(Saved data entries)
Content starts

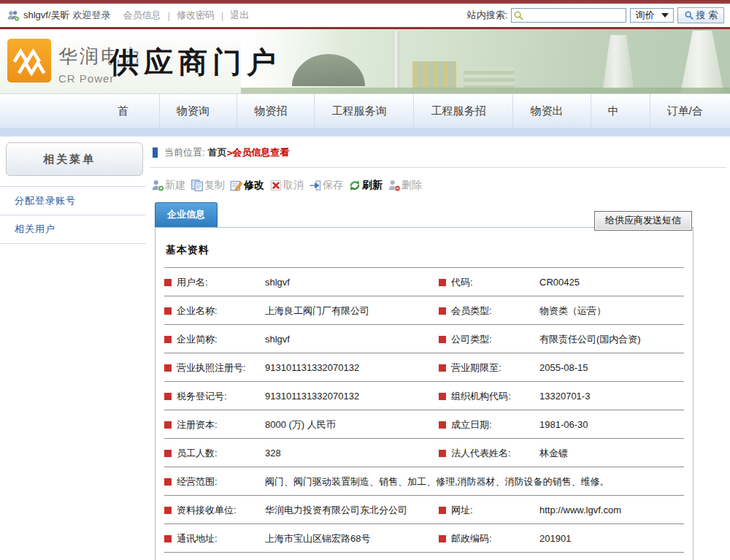 The height and width of the screenshot is (560, 730). What do you see at coordinates (472, 339) in the screenshot?
I see `field-label: 公司类型:` at bounding box center [472, 339].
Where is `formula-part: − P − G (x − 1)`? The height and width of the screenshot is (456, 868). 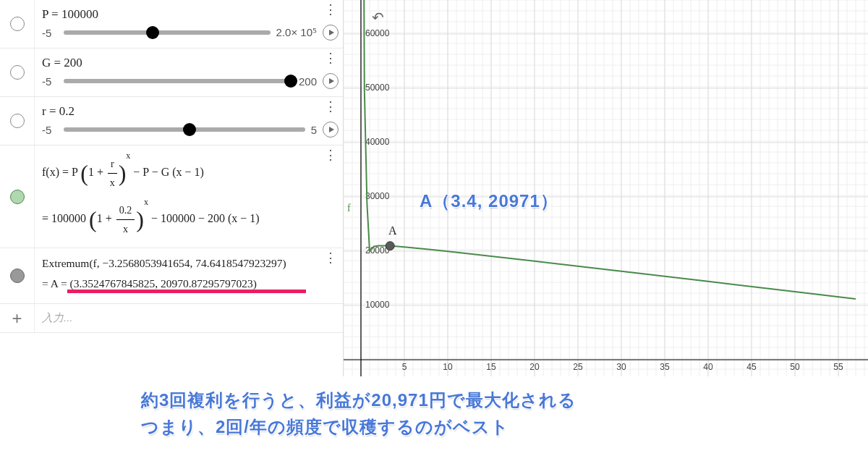
formula-part: − P − G (x − 1) is located at coordinates (167, 172).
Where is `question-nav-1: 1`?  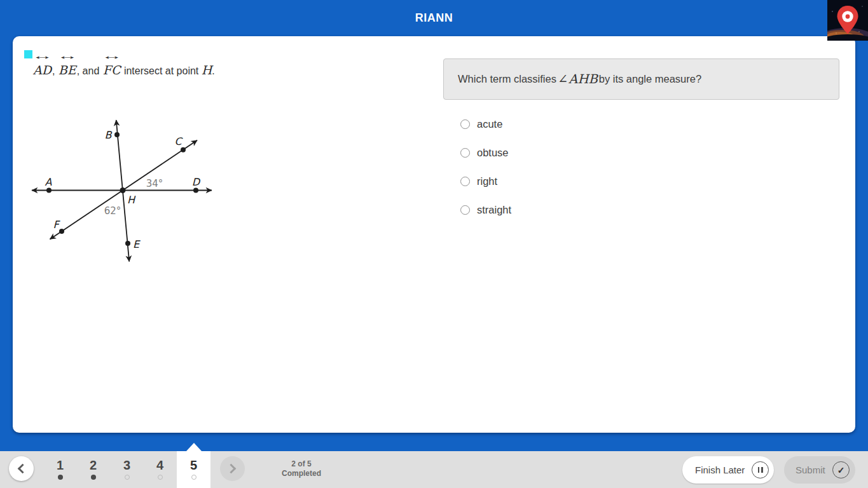 question-nav-1: 1 is located at coordinates (60, 470).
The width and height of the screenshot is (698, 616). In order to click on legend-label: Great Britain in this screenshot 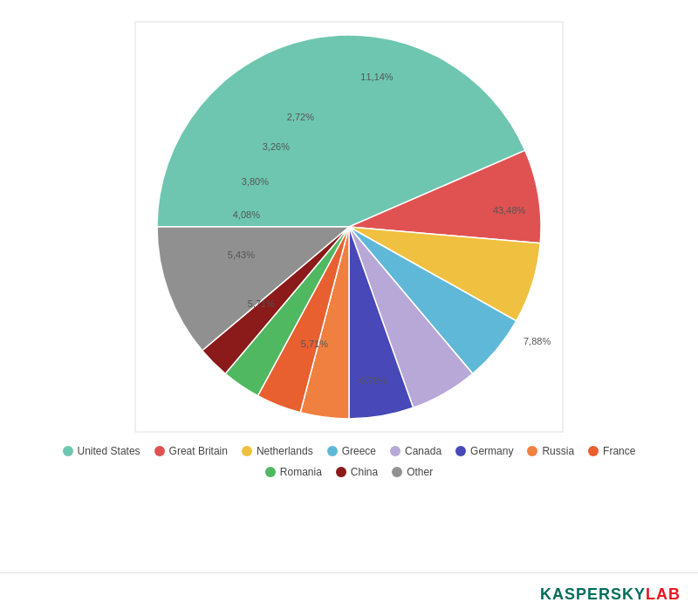, I will do `click(199, 451)`.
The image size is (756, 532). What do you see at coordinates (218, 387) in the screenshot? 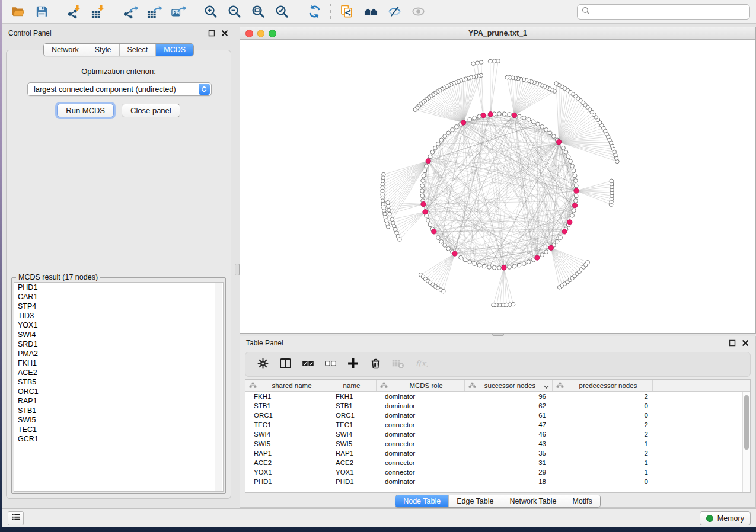
I see `result-list-scrollbar` at bounding box center [218, 387].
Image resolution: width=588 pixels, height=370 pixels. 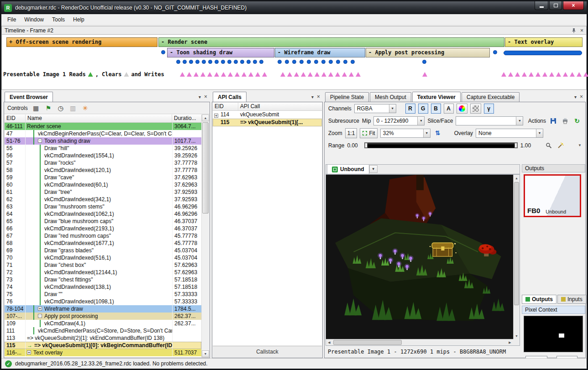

Content ends

■ Required work:
Please restate word for word the lines above, starting with the line that holds "The image size" and ending with the final line of the records, while leaving out pictures.

■ Response to the task:
The image size is (756, 532). What do you see at coordinates (218, 387) in the screenshot? 
I see `result-list-scrollbar` at bounding box center [218, 387].
Image resolution: width=588 pixels, height=370 pixels. 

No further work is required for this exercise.